Messiaen started with movements that referenced passages from his earlier works. The serene “Louange à l’éternité de Jésus” (“Praise to the Eternity of Jesus”) for cello and piano was roughly based on a part of Fête des belles eaux (Celebration of the Beautiful Waters), a piece for six ondes martenots, while the roots of “Louange à l’immortalité de Jésus” (“Praise to the Immortality of Jesus”) were also in the 1930 organ piece Diptyque. The otherworldly “Abîme des oiseaux” (“Abyss of the Birds”) was composed for clarinetist Henri Akoka before the two were transported to Görlitz. Once Messiaen was given access to a piano, he began composing the remaining five movements. The Intermède (Interlude) was the first movement completely written in the camp, and it was rehearsed in the camp’s bathroom.

Listen to “Les fusses” from Fête des belles eaux

The First Performance

Through the years, Messiaen himself contributed to some of the lore surrounding the premiere—including the story of cellist Êtienne Pasquier playing an instrument with only three strings and thousands attending the premiere. In an interview done shortly before his death, Pasquier said his cello actually had all four strings, and an audience of approximately 400 prisoners and German officers attended the first performance. There is no contemporary record of the premiere. As for other stories, Messiaen’s piano did have keys that would randomly stick when played, and conditions in the hut that also served as the camp’s theater were freezing. A prisoner designed a program book, and it was stamped with an official “approved” in German.
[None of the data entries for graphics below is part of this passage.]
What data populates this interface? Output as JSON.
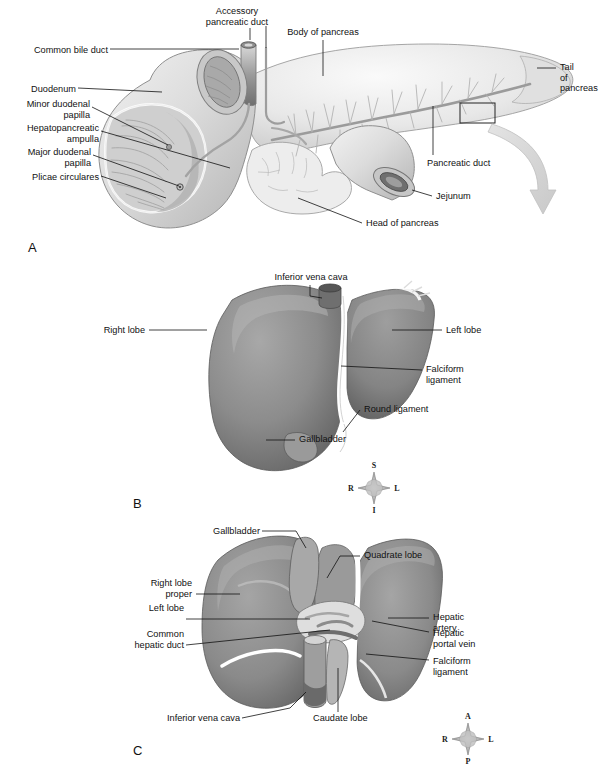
{
  "figure": {
    "background": "#ffffff",
    "ink": "#111111",
    "organ_light": "#e9e9e9",
    "organ_mid": "#8d8d8d",
    "organ_dark": "#5e5e5e",
    "arrow_color": "#d6d6d6"
  },
  "panels": [
    {
      "letter": "A",
      "name": "pancreas-duodenum",
      "labels": [
        {
          "text": "Accessory\npancreatic duct",
          "align": "center",
          "x": 237,
          "y": 6
        },
        {
          "text": "Body of pancreas",
          "align": "center",
          "x": 323,
          "y": 27
        },
        {
          "text": "Common bile duct",
          "align": "right",
          "x": 12,
          "y": 45
        },
        {
          "text": "Duodenum",
          "align": "right",
          "x": 12,
          "y": 84
        },
        {
          "text": "Minor duodenal\npapilla",
          "align": "right",
          "x": 12,
          "y": 99
        },
        {
          "text": "Hepatopancreatic\nampulla",
          "align": "right",
          "x": 12,
          "y": 123
        },
        {
          "text": "Major duodenal\npapilla",
          "align": "right",
          "x": 12,
          "y": 147
        },
        {
          "text": "Plicae circulares",
          "align": "right",
          "x": 12,
          "y": 172
        },
        {
          "text": "Tail\nof\npancreas",
          "align": "left",
          "x": 558,
          "y": 64
        },
        {
          "text": "Pancreatic duct",
          "align": "left",
          "x": 427,
          "y": 158
        },
        {
          "text": "Jejunum",
          "align": "left",
          "x": 434,
          "y": 192
        },
        {
          "text": "Head of pancreas",
          "align": "left",
          "x": 364,
          "y": 219
        }
      ]
    },
    {
      "letter": "B",
      "name": "liver-anterior-view",
      "labels": [
        {
          "text": "Inferior vena cava",
          "align": "center",
          "x": 310,
          "y": 273
        },
        {
          "text": "Right lobe",
          "align": "right",
          "x": 88,
          "y": 325
        },
        {
          "text": "Left lobe",
          "align": "left",
          "x": 444,
          "y": 325
        },
        {
          "text": "Falciform\nligament",
          "align": "left",
          "x": 424,
          "y": 364
        },
        {
          "text": "Round ligament",
          "align": "left",
          "x": 362,
          "y": 406
        },
        {
          "text": "Gallbladder",
          "align": "left",
          "x": 297,
          "y": 435
        }
      ],
      "compass": {
        "top": "S",
        "bottom": "I",
        "left": "R",
        "right": "L",
        "cx": 374,
        "cy": 488
      }
    },
    {
      "letter": "C",
      "name": "liver-inferior-view",
      "labels": [
        {
          "text": "Gallbladder",
          "align": "right",
          "x": 196,
          "y": 527
        },
        {
          "text": "Quadrate lobe",
          "align": "left",
          "x": 362,
          "y": 551
        },
        {
          "text": "Right lobe\nproper",
          "align": "right",
          "x": 132,
          "y": 579
        },
        {
          "text": "Left lobe",
          "align": "left",
          "x": 431,
          "y": 613
        },
        {
          "text": "Common\nhepatic duct",
          "align": "right",
          "x": 106,
          "y": 604
        },
        {
          "text": "Hepatic\nartery",
          "align": "left",
          "x": 431,
          "y": 629
        },
        {
          "text": "Hepatic\nportal vein",
          "align": "right",
          "x": 106,
          "y": 631
        },
        {
          "text": "Falciform\nligament",
          "align": "left",
          "x": 431,
          "y": 657
        },
        {
          "text": "Inferior vena cava",
          "align": "right",
          "x": 172,
          "y": 714
        },
        {
          "text": "Caudate lobe",
          "align": "left",
          "x": 311,
          "y": 714
        }
      ],
      "compass": {
        "top": "A",
        "bottom": "P",
        "left": "R",
        "right": "L",
        "cx": 468,
        "cy": 739
      }
    }
  ],
  "panel_letters": [
    {
      "label": "A",
      "x": 28,
      "y": 240
    },
    {
      "label": "B",
      "x": 133,
      "y": 496
    },
    {
      "label": "C",
      "x": 133,
      "y": 743
    }
  ]
}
The performance was on the evening of January 15, 1941, and for many in attendance it was the first time they heard chamber music of any kind. “Never had I been listened to with so much attention and understanding,” Messiaen recalled.

Listen to “Louange à l’éternité de Jésus”

The Music

Messiaen wrote the piece for the instruments and players available to him: clarinet, violin, cello, and piano. This unconventional combination presented some challenges in tonal blend. He brilliantly overcame them by grouping them in more conventional chamber-music settings: clarinet, cello, and piano; violin and piano; violin, cello, and piano. Each movement relates to the apocalyptic Book of Revelation, vividly depicted in The Cloisters Apocalypse, an illuminated manuscript from around 1330. The quartet’s fury unfolds in whirling rhythms, but alongside them a vision of eternity sings beautifully in passages of ethereal calm.
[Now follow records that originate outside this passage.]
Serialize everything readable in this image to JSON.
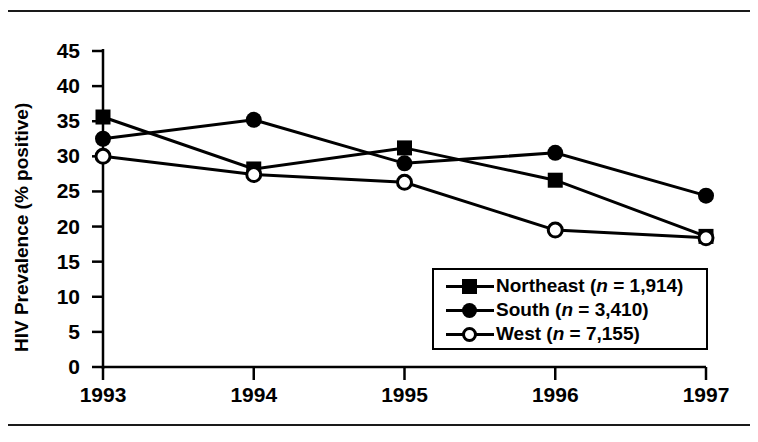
{
  "figure": {
    "rule_top": "horizontal-rule",
    "rule_bottom": "horizontal-rule"
  },
  "chart_data": {
    "type": "line",
    "title": "",
    "xlabel": "",
    "ylabel": "HIV Prevalence (% positive)",
    "x": [
      "1993",
      "1994",
      "1995",
      "1996",
      "1997"
    ],
    "categories": [
      "1993",
      "1994",
      "1995",
      "1996",
      "1997"
    ],
    "xticklabels": [
      "1993",
      "1994",
      "1995",
      "1996",
      "1997"
    ],
    "yticklabels": [
      "0",
      "5",
      "10",
      "15",
      "20",
      "25",
      "30",
      "35",
      "40",
      "45"
    ],
    "yticks": [
      0,
      5,
      10,
      15,
      20,
      25,
      30,
      35,
      40,
      45
    ],
    "ylim": [
      0,
      45
    ],
    "grid": false,
    "legend_position": "lower-right",
    "series": [
      {
        "name": "Northeast",
        "legend_label": "Northeast (n = 1,914)",
        "n": "1,914",
        "marker": "filled-square",
        "color": "#000000",
        "values": [
          35.6,
          28.2,
          31.2,
          26.6,
          18.6
        ]
      },
      {
        "name": "South",
        "legend_label": "South (n = 3,410)",
        "n": "3,410",
        "marker": "filled-circle",
        "color": "#000000",
        "values": [
          32.5,
          35.2,
          29.0,
          30.5,
          24.4
        ]
      },
      {
        "name": "West",
        "legend_label": "West (n = 7,155)",
        "n": "7,155",
        "marker": "open-circle",
        "color": "#000000",
        "values": [
          30.0,
          27.4,
          26.3,
          19.5,
          18.4
        ]
      }
    ]
  },
  "legend": {
    "rows": [
      {
        "label_plain": "Northeast (n = 1,914)",
        "name": "Northeast",
        "n": "1,914"
      },
      {
        "label_plain": "South (n = 3,410)",
        "name": "South",
        "n": "3,410"
      },
      {
        "label_plain": "West (n = 7,155)",
        "name": "West",
        "n": "7,155"
      }
    ]
  }
}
Listen to “Liturgie de cristal”

Messiaen and Synesthesia

“I see colors when I hear sounds,” Messiaen said in an interview, “but I don’t see colors with my eyes. I see colors intellectually in my head.” This condition is called synesthesia; it’s when a perception in one sense triggers another. In the piano part of the “Vocalise, pour l’Ange qui annonce la fin du Temps” (“Vocalise for the Angel Who Announces the End of Time”), Messiaen refers to cascades of “blue-orange” chords—the first time he mentions specific colors in one of his scores. He may have been inspired by the phantasmagoric color imagery of the Book of Revelation, but also by seeing the Northern Lights—which he first thought to be hallucinations brought on by hunger and cold during the winter of 1940–1941.
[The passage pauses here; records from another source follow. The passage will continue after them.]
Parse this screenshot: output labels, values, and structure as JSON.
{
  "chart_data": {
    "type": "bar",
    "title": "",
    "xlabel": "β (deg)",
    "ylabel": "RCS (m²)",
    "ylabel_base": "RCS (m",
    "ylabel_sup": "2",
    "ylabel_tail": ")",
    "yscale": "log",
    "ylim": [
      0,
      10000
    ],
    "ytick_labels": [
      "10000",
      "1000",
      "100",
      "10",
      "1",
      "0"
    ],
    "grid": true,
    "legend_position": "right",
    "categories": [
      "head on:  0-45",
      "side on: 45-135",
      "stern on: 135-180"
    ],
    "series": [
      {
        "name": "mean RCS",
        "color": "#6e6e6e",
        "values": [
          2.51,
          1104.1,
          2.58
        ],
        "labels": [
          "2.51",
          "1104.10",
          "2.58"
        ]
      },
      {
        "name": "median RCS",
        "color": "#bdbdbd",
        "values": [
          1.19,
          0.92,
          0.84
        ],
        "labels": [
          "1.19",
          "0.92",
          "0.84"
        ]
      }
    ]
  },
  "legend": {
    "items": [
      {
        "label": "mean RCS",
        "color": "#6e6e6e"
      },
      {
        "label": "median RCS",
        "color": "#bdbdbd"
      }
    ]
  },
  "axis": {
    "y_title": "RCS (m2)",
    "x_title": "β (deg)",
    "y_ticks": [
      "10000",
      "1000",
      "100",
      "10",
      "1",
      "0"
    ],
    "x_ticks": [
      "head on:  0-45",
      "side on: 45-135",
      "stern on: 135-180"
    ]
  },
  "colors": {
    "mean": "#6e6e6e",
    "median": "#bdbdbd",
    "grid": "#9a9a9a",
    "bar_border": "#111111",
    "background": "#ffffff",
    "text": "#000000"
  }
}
Listen to “Vocalise, pour l’Ange qui annonce la fin du Temps”

Messiaen and Bird Song

Messiaen had a lifelong fascination with bird song, notating and including bird melodies in his music. He once wrote, “I doubt that one can find in any human music, however inspired, melodies and rhythms that have the sovereign freedom of bird song.” He mentions blackbirds and nightingales in his preface to the Quartet for the End of Time, and while he doesn’t specifically assign an instrument to a particular bird, the violin does sing like the nightingale and the clarinet the blackbird. The nearly eight-minute-long clarinet solo movement “Abîme des oiseaux” (“Abyss of the Birds”) is a tour-de-force in which nature and spirituality are joined.

Listen to “Abîme des oiseaux”

Images from The Cloisters Apocalypse courtesy of The Cloisters Collection, 1968; photo of Messiaen’s bird-song notation courtesy of the Carnegie Hall Rose Archives.